A Single Life (Netherlands - Marieke Blaauw, Joris Oprins, Job Roggeveen). A whimsical take on the periods of a person’s life all to the tune of a vinyl record. Whatever.

The Dam Keeper (US - Robert Kondo and Dice Tsutsumi). This, the longest animated short at 18 minutes, has a lot to it. Beautifully drawn characters and landscapes with a type of George Orwell Animal Farm theme, only about bullying. Bullying is an all too common topic these says. Nevertheless this film deserves a break because of its beauty and sentimentality.

Now for the five live action shorts:

Parvaneh (Switzerland - Talkhon Hamzavi & Stefan Eichenberger). This movie is about the Moslem African migration experience, a theme pretty overworked these days by European film makers. Still, it’s a sweet tale about a young woman and her spur of the moment friendship with an anti-establishment punk. Good performances by both actors.

Butter Lamp (France/China - Hu Wei and Julien Féret) is the most bizarre film of the lot. A photography crew poses various groups of traditional (Tibetan) Chinese families in front of huge static backdrops of famous Chinese scenes, as if they’re actually in those locations. Whatever.

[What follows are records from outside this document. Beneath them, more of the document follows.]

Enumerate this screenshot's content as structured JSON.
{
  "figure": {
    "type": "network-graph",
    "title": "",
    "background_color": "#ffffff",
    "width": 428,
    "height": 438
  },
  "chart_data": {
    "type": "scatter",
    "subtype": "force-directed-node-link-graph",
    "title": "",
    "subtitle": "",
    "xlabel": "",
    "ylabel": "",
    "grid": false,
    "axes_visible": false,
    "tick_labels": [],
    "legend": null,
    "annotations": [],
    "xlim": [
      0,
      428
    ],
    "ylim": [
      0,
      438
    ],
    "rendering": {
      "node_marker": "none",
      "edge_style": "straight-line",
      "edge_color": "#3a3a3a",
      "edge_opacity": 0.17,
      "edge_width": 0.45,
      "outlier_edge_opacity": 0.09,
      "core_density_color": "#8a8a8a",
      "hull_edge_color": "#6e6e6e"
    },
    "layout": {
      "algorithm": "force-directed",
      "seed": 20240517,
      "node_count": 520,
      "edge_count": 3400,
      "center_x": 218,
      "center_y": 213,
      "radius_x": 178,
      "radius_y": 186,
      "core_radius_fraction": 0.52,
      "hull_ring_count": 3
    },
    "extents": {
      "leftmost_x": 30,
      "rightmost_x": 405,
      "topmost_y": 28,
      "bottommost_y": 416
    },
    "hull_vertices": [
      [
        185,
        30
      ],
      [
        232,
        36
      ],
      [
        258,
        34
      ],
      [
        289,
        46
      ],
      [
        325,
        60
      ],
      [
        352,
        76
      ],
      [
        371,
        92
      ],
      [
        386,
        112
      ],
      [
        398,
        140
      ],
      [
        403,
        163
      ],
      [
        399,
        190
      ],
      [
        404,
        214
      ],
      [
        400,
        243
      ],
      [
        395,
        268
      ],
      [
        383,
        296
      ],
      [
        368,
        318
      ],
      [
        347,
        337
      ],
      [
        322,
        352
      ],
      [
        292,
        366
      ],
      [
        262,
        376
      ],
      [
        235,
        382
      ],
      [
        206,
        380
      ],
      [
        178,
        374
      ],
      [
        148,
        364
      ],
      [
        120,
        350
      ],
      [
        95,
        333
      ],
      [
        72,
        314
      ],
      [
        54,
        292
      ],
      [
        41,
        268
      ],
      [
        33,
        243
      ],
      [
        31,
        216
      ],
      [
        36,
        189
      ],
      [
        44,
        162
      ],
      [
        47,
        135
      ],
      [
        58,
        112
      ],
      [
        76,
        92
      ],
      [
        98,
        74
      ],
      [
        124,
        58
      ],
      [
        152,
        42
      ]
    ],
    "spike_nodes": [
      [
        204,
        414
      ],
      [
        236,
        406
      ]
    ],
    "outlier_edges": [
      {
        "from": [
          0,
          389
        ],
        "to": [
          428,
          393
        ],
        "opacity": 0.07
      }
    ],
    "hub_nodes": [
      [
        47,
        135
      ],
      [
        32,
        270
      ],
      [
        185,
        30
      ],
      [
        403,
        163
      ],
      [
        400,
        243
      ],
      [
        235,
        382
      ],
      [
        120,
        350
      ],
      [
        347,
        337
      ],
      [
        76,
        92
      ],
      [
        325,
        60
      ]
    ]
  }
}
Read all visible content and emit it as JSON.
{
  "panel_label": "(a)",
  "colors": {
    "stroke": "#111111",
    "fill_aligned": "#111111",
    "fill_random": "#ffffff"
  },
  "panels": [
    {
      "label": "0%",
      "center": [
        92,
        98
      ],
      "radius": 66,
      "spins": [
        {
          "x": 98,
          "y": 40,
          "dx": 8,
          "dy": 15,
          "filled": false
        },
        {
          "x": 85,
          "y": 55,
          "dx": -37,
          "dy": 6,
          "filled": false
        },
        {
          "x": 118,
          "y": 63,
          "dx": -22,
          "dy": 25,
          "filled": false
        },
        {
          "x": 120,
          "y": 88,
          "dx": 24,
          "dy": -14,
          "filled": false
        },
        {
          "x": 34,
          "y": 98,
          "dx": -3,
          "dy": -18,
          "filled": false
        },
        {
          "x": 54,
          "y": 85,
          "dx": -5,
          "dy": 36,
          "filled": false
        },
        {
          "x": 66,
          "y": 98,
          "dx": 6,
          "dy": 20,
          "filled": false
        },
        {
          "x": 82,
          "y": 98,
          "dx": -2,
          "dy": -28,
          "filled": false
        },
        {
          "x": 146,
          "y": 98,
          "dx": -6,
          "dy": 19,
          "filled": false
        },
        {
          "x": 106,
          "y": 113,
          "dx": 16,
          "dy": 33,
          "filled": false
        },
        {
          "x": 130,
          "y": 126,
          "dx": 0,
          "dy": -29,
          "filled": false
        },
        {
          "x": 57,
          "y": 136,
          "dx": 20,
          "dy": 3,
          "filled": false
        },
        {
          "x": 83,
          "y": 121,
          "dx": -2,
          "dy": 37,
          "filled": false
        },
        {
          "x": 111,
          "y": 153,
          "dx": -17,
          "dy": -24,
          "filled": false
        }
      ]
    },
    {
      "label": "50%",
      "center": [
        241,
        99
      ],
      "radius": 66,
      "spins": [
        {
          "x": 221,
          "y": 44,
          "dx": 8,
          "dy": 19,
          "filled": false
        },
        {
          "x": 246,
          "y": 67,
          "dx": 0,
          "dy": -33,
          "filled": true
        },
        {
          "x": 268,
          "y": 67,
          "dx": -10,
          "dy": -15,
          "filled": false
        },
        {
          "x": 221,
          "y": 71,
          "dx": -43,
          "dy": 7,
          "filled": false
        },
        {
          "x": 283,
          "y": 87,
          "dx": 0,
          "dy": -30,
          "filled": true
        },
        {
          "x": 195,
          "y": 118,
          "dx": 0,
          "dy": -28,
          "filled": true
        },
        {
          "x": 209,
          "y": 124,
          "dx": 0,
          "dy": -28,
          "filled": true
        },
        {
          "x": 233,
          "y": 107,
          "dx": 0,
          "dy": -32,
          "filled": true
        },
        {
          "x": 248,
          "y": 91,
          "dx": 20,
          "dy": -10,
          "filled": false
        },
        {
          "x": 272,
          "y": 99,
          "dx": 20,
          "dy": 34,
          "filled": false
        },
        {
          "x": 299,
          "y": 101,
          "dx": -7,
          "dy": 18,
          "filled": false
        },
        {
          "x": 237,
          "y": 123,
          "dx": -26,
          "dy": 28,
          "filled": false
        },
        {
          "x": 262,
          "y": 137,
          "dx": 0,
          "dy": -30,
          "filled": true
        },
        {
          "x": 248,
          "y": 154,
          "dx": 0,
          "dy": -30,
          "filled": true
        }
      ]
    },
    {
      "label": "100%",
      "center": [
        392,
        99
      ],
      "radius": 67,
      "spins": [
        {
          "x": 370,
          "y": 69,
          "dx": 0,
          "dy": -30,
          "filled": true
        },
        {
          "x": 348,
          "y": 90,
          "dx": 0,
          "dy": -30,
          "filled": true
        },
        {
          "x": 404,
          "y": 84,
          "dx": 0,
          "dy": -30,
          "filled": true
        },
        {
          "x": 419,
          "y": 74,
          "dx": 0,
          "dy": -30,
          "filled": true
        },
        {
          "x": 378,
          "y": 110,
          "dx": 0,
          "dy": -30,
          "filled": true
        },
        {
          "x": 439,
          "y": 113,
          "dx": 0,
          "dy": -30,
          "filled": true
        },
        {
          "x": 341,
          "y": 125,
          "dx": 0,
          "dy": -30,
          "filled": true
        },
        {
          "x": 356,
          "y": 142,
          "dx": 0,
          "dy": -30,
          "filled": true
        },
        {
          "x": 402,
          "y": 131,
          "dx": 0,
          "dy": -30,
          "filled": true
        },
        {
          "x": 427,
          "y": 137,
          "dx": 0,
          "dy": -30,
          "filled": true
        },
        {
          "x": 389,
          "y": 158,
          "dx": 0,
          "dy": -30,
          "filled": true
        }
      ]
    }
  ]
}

The Phone Call (UK - Mat Kirby & James Lucas). Now we’re getting into something good. Acclaimed actress Sally Hawkins at first seems a klutzy emergency hotline worker. Until, that is, she gets on the phone (on a call from a character played by also acclaimed actor Jim Broadbent) and deals with an emotionally taut situation.

Aya (Israel/France - Oded Binnun & Mihal Brezis - picture above). This is the best picture of the five. A woman at an airport waits for a friend. But she meets someone entirely different and goes off on a long drive with this stranger and possible romantic interest. The film is a mystery on several levels, and speaks to modern ennui.

Boogaloo and Graham (UK - Michael Lennox & Ronan Blaney). A heartwarming story about a couple of kids during The Troubles in Northern Ireland in the 1970s. Two brothers become so attached to their pets, baby chicks, that they’re ready to defy their parents and run away from home to protect them. The domestic humor is an antidote to the violence we know is all around.